Johannesburg - ANC secretary-general Ace Magashule has hit back at the party’s elections head Fikile Mbalula for saying it would have scored less than 40% of the votes if President Cyril Ramaphosa was not elected in 2017.
Addressing the media at the Independent Electoral Commission’s (IEC's) national results operations centre on Friday, Magashule described Mbalula’s utterances as nonsense.
”That’s nonsense, people are electing the ANC. It’s not about any individual. How do you predict that? Is Comrade Mbalula saying I was not going to be part of the campaign if the leader was somebody else?” Magashule asked.
He said people were voting the ANC and not individuals.
On Thursday, Mbalula said if the results at the ANC’s national conference in Nasrec in Johannesburg in December had been different and former AU Commission chairperson Dr. Nkosazana Dlamini-Zuma replaced former president Jacob Zuma the party would have sunk to 40%.
On Friday afternoon, with over 90% of the 22 925 voting districts across the country, the ANC’s electoral support stood at 57.38%, followed by the DA at just over 21% and the EFF at 10.33%.
Magashule said the ANC’s likely decline in Wednesday’s elections showed that South Africa was a true democracy as there were 48 parties contesting the polls.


-- Your goal --
Wherever the word "annotations" appears in a line of the data, that line should be copied.

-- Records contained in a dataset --

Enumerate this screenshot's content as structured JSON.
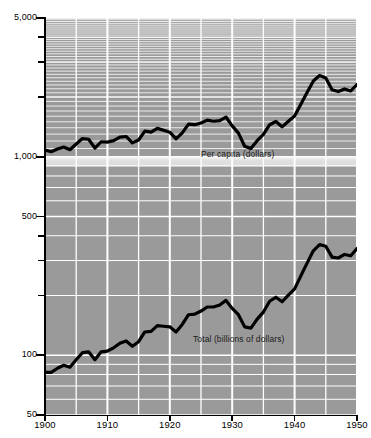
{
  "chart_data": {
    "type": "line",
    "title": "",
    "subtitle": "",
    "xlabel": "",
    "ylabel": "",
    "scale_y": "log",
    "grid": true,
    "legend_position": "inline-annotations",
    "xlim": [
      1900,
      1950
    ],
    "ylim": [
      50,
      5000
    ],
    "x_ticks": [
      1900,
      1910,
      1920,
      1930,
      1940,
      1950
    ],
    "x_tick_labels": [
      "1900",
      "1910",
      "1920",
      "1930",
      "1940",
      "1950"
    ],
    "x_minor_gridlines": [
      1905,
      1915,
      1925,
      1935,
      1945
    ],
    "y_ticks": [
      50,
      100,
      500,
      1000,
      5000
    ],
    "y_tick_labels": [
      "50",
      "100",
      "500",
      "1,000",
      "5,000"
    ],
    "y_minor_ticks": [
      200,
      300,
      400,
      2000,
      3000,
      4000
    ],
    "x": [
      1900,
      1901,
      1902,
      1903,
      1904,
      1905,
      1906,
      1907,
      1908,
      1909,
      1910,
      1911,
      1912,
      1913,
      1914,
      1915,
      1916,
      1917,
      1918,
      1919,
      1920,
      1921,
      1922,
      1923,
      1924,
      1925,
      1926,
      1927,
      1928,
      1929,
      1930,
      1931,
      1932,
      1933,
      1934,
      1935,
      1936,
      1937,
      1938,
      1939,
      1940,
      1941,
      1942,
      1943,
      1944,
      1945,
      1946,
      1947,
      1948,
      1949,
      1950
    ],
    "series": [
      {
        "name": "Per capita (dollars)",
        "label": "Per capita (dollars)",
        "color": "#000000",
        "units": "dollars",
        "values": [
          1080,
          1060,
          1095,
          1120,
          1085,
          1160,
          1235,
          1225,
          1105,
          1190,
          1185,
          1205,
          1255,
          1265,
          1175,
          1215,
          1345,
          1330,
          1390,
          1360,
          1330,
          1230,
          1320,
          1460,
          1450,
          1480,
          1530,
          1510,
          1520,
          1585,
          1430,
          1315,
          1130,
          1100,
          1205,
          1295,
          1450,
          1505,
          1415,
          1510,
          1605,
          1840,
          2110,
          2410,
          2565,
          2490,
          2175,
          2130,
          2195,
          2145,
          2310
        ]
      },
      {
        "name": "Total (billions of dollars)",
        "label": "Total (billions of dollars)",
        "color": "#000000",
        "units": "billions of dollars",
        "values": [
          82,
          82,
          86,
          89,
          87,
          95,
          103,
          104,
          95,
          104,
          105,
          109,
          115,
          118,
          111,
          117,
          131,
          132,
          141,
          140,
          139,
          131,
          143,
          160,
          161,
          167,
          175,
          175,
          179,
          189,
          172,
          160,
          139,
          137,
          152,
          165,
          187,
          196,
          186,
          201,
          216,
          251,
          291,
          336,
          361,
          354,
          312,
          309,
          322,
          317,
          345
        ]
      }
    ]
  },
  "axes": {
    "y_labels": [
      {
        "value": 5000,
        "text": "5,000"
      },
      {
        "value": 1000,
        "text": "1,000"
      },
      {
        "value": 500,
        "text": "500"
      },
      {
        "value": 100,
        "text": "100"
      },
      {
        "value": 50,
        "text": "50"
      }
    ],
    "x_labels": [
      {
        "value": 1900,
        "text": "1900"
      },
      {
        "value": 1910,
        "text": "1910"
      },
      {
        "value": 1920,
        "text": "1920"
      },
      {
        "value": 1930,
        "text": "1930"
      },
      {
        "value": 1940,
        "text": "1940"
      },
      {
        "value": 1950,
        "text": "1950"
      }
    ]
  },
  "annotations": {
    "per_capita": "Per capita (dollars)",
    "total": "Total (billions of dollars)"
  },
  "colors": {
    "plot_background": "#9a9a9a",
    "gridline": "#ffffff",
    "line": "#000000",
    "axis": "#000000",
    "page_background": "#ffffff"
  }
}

--

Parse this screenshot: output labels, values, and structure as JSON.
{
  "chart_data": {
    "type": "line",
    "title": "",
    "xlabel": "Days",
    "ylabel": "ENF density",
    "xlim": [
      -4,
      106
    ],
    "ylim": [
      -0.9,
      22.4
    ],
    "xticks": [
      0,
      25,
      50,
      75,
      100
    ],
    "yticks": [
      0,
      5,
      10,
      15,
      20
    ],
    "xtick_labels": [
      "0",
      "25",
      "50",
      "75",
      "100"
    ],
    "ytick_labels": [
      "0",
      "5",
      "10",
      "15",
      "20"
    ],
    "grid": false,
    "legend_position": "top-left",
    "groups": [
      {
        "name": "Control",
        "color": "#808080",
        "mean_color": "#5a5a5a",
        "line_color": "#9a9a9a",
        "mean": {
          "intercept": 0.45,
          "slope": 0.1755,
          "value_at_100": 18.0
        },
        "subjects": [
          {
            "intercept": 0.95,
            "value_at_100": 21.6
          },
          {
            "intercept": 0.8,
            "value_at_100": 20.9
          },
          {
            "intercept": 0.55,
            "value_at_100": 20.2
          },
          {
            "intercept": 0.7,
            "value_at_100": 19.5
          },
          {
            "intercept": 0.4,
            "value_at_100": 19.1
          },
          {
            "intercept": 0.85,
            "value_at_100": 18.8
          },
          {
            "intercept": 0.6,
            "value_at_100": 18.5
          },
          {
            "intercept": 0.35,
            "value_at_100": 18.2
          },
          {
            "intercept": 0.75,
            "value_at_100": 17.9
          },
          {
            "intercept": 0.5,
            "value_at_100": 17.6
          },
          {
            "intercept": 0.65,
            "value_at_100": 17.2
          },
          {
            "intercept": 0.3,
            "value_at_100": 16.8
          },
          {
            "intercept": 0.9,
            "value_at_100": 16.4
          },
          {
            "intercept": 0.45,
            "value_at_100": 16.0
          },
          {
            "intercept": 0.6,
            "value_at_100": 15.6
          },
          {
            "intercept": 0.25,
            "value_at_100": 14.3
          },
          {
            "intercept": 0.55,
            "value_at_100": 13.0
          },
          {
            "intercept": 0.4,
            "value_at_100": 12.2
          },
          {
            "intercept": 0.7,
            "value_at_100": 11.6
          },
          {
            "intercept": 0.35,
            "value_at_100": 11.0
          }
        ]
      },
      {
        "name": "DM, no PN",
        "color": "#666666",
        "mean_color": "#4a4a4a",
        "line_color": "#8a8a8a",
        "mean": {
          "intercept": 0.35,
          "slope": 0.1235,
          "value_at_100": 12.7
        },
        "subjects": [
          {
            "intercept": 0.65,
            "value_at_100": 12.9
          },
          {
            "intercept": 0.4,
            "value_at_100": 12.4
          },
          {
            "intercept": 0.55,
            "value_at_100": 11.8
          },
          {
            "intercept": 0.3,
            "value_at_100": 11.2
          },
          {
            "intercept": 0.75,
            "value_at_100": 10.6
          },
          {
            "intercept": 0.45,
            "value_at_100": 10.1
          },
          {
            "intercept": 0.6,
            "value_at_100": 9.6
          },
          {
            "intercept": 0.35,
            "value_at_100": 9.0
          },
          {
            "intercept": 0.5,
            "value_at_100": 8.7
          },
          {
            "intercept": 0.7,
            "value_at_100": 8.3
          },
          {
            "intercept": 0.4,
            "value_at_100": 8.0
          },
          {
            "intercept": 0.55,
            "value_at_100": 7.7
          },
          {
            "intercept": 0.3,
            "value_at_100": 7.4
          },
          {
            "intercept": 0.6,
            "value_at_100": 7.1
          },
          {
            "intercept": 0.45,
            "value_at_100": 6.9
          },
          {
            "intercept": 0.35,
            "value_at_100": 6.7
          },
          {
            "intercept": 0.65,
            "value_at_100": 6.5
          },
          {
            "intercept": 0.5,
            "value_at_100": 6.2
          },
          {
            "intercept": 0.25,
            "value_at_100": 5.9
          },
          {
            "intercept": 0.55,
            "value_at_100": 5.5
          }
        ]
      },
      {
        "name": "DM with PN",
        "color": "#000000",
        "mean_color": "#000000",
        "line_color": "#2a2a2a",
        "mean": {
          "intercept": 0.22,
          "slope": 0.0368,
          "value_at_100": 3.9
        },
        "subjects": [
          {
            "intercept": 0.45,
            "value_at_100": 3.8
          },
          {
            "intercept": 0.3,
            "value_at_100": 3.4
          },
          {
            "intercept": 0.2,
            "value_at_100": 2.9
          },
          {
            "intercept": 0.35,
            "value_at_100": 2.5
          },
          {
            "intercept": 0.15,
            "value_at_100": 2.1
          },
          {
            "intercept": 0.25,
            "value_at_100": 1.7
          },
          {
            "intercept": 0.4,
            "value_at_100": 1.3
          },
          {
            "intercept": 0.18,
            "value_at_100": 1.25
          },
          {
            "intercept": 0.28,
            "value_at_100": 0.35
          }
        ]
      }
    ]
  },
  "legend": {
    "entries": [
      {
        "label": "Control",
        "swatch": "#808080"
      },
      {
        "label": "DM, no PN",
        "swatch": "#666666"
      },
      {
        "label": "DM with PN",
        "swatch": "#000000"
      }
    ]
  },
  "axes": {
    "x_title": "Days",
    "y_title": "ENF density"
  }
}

...

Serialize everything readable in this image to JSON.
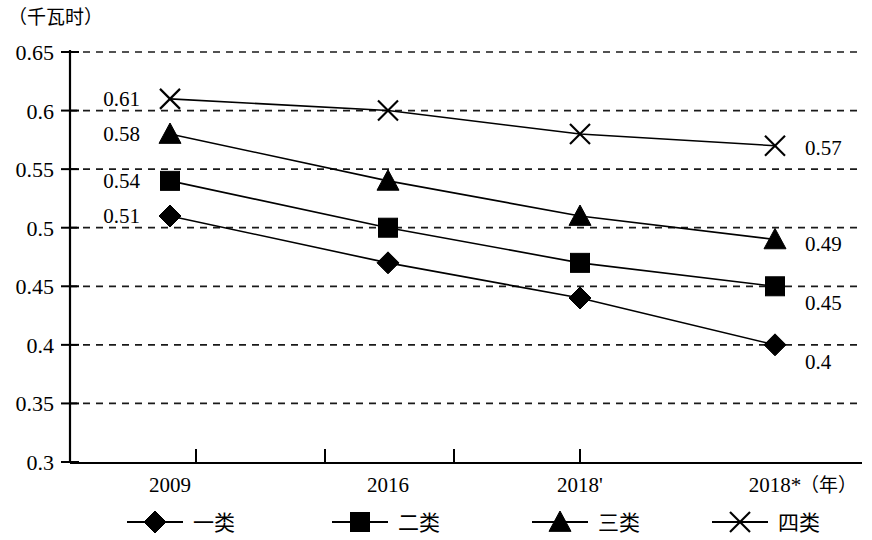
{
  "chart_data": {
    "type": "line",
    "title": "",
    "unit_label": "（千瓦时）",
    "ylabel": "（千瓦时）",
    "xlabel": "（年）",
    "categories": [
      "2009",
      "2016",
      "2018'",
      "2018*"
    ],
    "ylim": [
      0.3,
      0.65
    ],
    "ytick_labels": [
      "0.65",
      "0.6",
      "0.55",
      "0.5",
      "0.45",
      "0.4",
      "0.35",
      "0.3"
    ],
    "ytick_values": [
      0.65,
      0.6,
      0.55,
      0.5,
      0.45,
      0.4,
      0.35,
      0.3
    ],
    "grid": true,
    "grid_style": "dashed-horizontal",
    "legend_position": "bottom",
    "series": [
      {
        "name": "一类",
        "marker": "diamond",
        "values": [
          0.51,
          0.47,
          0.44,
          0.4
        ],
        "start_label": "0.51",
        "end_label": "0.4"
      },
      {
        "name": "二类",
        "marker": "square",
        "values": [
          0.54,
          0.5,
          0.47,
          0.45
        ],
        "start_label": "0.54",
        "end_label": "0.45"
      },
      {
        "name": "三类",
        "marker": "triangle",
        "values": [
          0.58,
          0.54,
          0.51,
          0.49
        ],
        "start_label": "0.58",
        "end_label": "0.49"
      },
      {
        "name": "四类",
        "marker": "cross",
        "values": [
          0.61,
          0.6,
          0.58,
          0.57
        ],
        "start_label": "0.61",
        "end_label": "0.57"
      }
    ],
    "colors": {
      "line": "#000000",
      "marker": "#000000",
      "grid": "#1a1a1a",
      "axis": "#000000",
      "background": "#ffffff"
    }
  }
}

-- Written solution --
    "legend_position": "inline-annotations",
  "annotations": {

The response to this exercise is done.